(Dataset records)
----------------

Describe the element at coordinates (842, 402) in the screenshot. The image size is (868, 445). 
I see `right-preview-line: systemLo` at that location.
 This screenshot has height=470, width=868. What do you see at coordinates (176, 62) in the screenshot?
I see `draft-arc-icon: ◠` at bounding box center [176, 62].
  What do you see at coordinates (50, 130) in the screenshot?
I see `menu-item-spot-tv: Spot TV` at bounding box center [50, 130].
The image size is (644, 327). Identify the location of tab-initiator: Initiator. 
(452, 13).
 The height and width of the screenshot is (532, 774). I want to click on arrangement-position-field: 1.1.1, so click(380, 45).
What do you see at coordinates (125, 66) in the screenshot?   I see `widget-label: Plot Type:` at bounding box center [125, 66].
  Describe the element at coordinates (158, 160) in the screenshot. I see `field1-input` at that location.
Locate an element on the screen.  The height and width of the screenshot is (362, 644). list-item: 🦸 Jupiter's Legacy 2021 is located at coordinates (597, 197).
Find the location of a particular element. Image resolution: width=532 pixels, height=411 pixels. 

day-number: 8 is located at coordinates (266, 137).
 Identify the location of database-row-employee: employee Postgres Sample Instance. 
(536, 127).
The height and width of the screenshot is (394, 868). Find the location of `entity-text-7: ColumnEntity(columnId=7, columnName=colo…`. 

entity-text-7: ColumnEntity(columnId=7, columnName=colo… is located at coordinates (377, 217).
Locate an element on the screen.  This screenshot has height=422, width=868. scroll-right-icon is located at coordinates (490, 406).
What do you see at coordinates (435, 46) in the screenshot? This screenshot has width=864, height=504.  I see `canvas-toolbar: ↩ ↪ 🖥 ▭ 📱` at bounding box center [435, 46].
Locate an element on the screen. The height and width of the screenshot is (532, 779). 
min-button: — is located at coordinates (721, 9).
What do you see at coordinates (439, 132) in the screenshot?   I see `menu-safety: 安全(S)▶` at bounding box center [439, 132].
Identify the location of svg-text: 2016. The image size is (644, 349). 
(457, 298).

----------------

▶ **The problem**
The answer must be the line containing "The height and width of the screenshot is (394, 868)." and every line after it through the last line of the records above, repeated exactly.

▶ **Solution**
The height and width of the screenshot is (394, 868). Find the location of `entity-text-7: ColumnEntity(columnId=7, columnName=colo…`. 

entity-text-7: ColumnEntity(columnId=7, columnName=colo… is located at coordinates (377, 217).
Locate an element on the screen.  This screenshot has height=422, width=868. scroll-right-icon is located at coordinates (490, 406).
What do you see at coordinates (435, 46) in the screenshot? This screenshot has width=864, height=504.  I see `canvas-toolbar: ↩ ↪ 🖥 ▭ 📱` at bounding box center [435, 46].
Locate an element on the screen. The height and width of the screenshot is (532, 779). 
min-button: — is located at coordinates (721, 9).
What do you see at coordinates (439, 132) in the screenshot?   I see `menu-safety: 安全(S)▶` at bounding box center [439, 132].
Identify the location of svg-text: 2016. The image size is (644, 349). 
(457, 298).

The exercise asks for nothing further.